Temp table or permanent tables?
For my company I am redesigning some stored procedures. The original p开发者_StackOverflowrocedures are using lots of permanent tables which are filled during the execution of procedure and at the end, the values are deleted. The number of rows can extend from 100 to 50,000 rows for calculation of aggregations.
My question is, will there be severe performance issues if I replace those tables with temp tables ? Is it feasible to use temp tables ?
It depends on how often your using them, how long the processing takes, and if you are concurrently accessing data from the tables while writing.
If you use a temp table, it won't be sitting around waiting for indexing and caching while it's not in use. So it should save an ever so slight bit of resources there. However, you will incur overhead with the temp tables (i.e. creating and destroying).
I would re-examine how your queries function in the procedures and consider employing more in procedure CURSOR operations instead of loading everything into tables and deleting them.
However, databases are for storing information and retrieving information. I would shy away from using permanent tables for routine temp work and stick with the temp tables.
The overall performance shouldn't have any effect with the use case you specified in your question.
Hope this helps,
Jeffrey Kevin Pry
Yes its certainly feasible, you may want to check to see if the permanent tables have any indexing on them to speed up joins and so on.
I agree with Jeffrey. It always depends.
Since you're using Sql Server 2008 you might have a look at table variables.
They should be lighter than TEMP tables.
I define a User Defined Function which returns a table variable like this:
CREATE FUNCTION .ufd_GetUsers ( @UserCode INT )
RETURNS @UsersTemp TABLE
(
UserCode INT NOT NULL,
RoleCode INT NOT NULL
)
AS
BEGIN
INSERT @RolesTemp
SELECT
dbo.UsersRoles.Code, Roles.Code
FROM
dbo.UsersRoles
INNER JOIN
dbo.UsersRolesRelations ON dbo.UsersRoles.Code = dbo.UsersRolesRelations.UserCode
INNER JOIN
dbo.UsersRoles Roles ON dbo.UsersRolesRelations.RoleCode = Roles.Code
WHERE dbo.UsersRoles.Code = @UserCode
INSERT @UsersTemp VALUES(@UserCode, @UserCode)
RETURN
END
A big question is, can more then one person run one of these stored procedures at a time? I regularly see these kind of tables carried over from old single user databases (or from programmers who couldn't do subqueries or much of anything beyond SELECT * FROM). What happens if more then one user tries to run the same procedure, what happens if it crashes midway through - does the table get cleaned up? With temp tables or table variables you have the ability to properly scope the table to just the current connection.
Definitely use a temporary table, especially since you've alluded to the fact that its purpose is to assist with calculations and aggregates. If you used a table inside one of your database's schemas all that work is going to be logged - written, backed up, and so on. Using a temporary table eliminates that overhead for data that in the end you probably don't care about.
You actually might save some time from the fact that you can drop the temp tables at the end instead of deleting rows (you said you had multiple users so you have to delete rather than truncate). Deleting is a logged operation and can add considerable time to the process. If the permanent tables are indexed, then create the temp tables and index them as well. I would bet you would see an increase in performance usless your temp db is close to out of space.
Table variables also might work but they can't be indexed and they are generally only faster for smaller datasets. So you might try a combination of temp tables for the things taht will be large enough to benfit form indexing and table varaibles for the smaller items.
An advatage of using temp tables and table variables is that you guarantee that one users process won;t interfer with another user's process. You say they currently havea way to identify which records but all it takes is one bug being introduced to break that when using permanent tables. Permanent table for temporary processing are a very risky choice. Temp tables and table variabels can never see the data from someone else's process and thus are far safer as a choice.
Table variables are normally the way to go. SQL2K and below can have significant performance bottlenecks if there are many temp tables being manipulated - the issue is the blocking DDL on the system tables.
Sql2005 is better, but table vars avoid the whole issue by not using those system tables at all, so can perform without inter-user locking issues (except those involved with the source data).
The issue is then that table vars only persist within scope, so if there is genuinuely a large amount of data that needs to be processed repeatedly & needs to be persisted over a (relatively) long duration then 'static' work tables may actually be faster - it does need a user key of some sort & regular cleaning. A last resort really.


### AIM OF THE EXERCISE
From the entries below, report only the number of lines that contain the word "Relationship".

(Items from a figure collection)
== Segment start ==
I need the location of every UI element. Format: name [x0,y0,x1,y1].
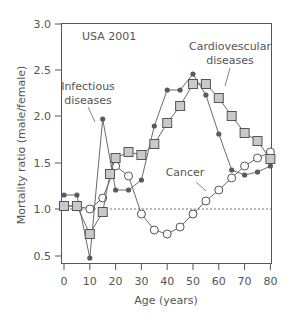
x-axis [64,264,270,271]
annotation-infectious: Infectious [61,80,115,93]
y-tick-label: 0.5 [34,250,52,263]
y-tick-label: 2.0 [34,110,52,123]
x-tick-label: 40 [160,275,174,288]
y-tick-label: 1.0 [34,203,52,216]
y-tick-label: 3.0 [34,18,52,31]
y-tick-label: 2.5 [34,64,52,77]
chart-title: USA 2001 [82,30,136,43]
leader-line-infectious [88,107,95,122]
x-tick-label: 30 [134,275,148,288]
leader-line-cancer [196,182,206,191]
annotation-infectious: diseases [64,94,112,107]
annotation-cancer: Cancer [166,166,205,179]
annotation-cardiovascular: diseases [206,54,254,67]
x-tick-label: 0 [61,275,68,288]
x-tick-label: 80 [263,275,277,288]
y-tick-label: 1.5 [34,157,52,170]
x-axis-title: Age (years) [134,294,198,307]
mortality-ratio-chart: 0.5 1.0 1.5 2.0 2.5 3.0 0 10 20 30 40 50… [0,0,295,320]
y-axis-title: Mortality ratio (male/female) [15,66,28,225]
chart-svg: 0.5 1.0 1.5 2.0 2.5 3.0 0 10 20 30 40 50… [0,0,295,320]
y-axis [55,24,62,256]
x-tick-label: 70 [238,275,252,288]
x-tick-label: 20 [109,275,123,288]
x-tick-label: 60 [212,275,226,288]
leader-line-cardiovascular [225,68,230,86]
x-tick-label: 50 [186,275,200,288]
annotation-cardiovascular: Cardiovescular [189,40,271,53]
x-tick-label: 10 [83,275,97,288]
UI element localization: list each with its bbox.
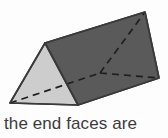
figure-caption: the end faces are: [4, 113, 168, 135]
prism-figure-page: the end faces are: [0, 0, 168, 138]
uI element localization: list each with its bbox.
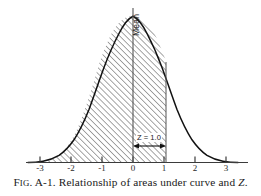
x-tick-label-2: 2	[187, 163, 203, 173]
x-tick-label-neg2: -2	[63, 163, 79, 173]
figure-container: -3 -2 -1 0 1 2 3 Mean Z = 1.0 FIG. A-1. …	[0, 0, 261, 196]
z-value-label: Z = 1.0	[136, 133, 162, 142]
caption-fig-smallcaps: IG	[20, 178, 30, 188]
caption-main-text: . A-1. Relationship of areas under curve…	[29, 176, 238, 188]
x-tick-label-0: 0	[125, 163, 141, 173]
normal-curve-plot: -3 -2 -1 0 1 2 3 Mean Z = 1.0	[0, 0, 261, 176]
x-tick-label-3: 3	[218, 163, 234, 173]
caption-period: .	[245, 176, 248, 188]
x-tick-label-1: 1	[156, 163, 172, 173]
x-tick-label-neg3: -3	[32, 163, 48, 173]
mean-label: Mean	[131, 14, 141, 36]
figure-caption: FIG. A-1. Relationship of areas under cu…	[0, 176, 261, 196]
x-tick-label-neg1: -1	[94, 163, 110, 173]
== Segment end ==
### RESPONSE TO THIS EXERCISE
2